Lin, Chih-Ping; Chung, Chi-Hsiang; Lu, Chieh-Hua; Su, Sheng-Chiang; Kuo, Feng-Chih; Liu, Jhih-Syuan; Li, Peng-Fei; Huang, Chia-Luen; Ho, Li-Ju; Chen, Kuan-Chan; Chang, Chun-Yung; Lin, Ming-Shiun; Liu, Yi-Chen; Cheng, An-Che; Lin, Hong-Han; Kuo, Shi-Wen; Lee, Chien-Hsing; Hsieh, Chang-Hsun; Hung, Yi-Jen; Liu, Hsin-Ya; Guo, Lan-Yuen; Chien, Wu-Chien. (2025).
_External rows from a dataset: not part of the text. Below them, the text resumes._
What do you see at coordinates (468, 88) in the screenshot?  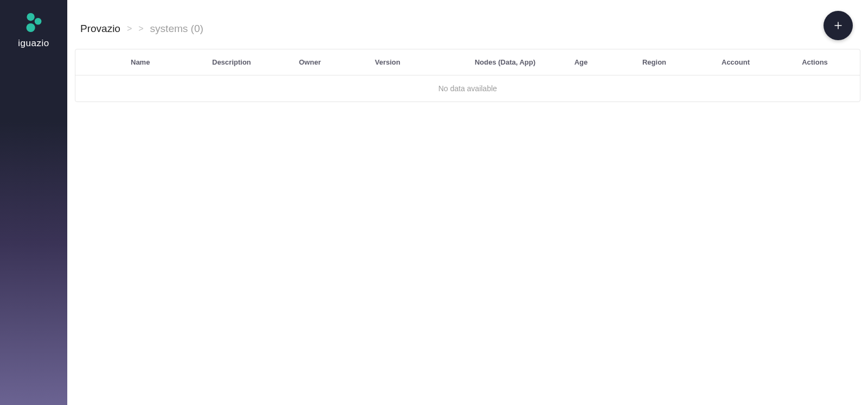 I see `table-empty-message: No data available` at bounding box center [468, 88].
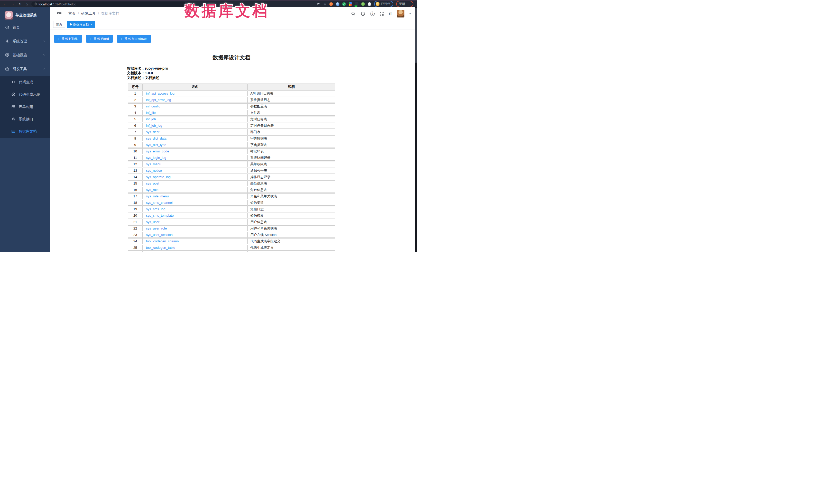 This screenshot has width=834, height=504. What do you see at coordinates (152, 183) in the screenshot?
I see `table-link: sys_post` at bounding box center [152, 183].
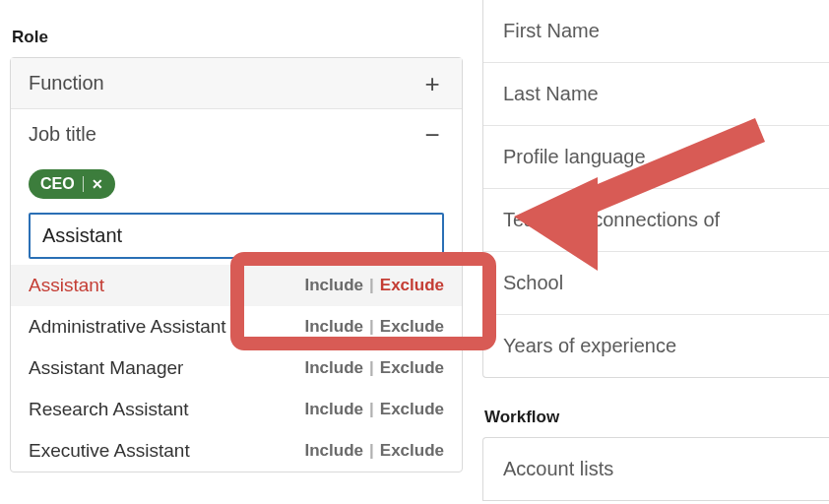 The width and height of the screenshot is (829, 504). I want to click on filter-chip-ceo: CEO ✕, so click(72, 184).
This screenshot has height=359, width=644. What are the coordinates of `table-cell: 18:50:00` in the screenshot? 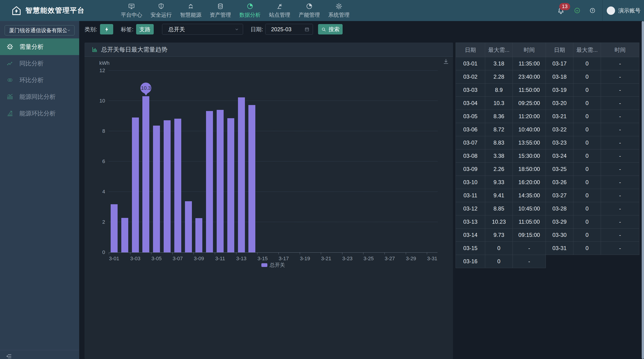 It's located at (529, 169).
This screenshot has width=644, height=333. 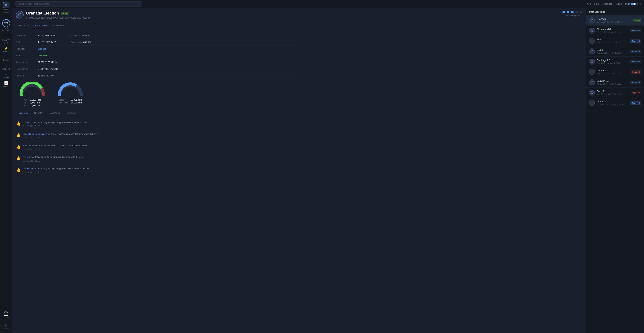 What do you see at coordinates (42, 49) in the screenshot?
I see `proposal-value: Granada` at bounding box center [42, 49].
Glucagon-like peptide-1 receptor agonists therapy to attenuate the risk of knee osteoarthritis and total knee replacement in type 2 diabetes mellitus: A nation-wide population-based cohort study.. Medicine, 104(6), e41243. https://doi.org/10.1097/MD.0000000000041243

MLA

Lin, Chih-Ping, et al. "Glucagon-like peptide-1 receptor agonists therapy to attenuate the risk of knee osteoarthritis and total knee replacement in type 2 diabetes mellitus: A nation-wide population-based cohort study.." Medicine, 2025. https://doi.org/10.1097/MD.0000000000041243

RethinkPeptides

RethinkPeptides Research Database. "Glucagon-like peptide-1 receptor agonists therapy to attenua..." RPEP-12163. Retrieved from https://rethinkpeptides.com/research/lin-2025-glucagonlike-peptide1-receptor-agonists

Access the Original Study

Study data sourced from PubMed, a service of the U.S. National Library of Medicine, National Institutes of Health.

This study breakdown was produced by the RethinkPeptides research team. We analyze and report published research findings without making health recommendations. All interpretations are based solely on the published abstract and study data.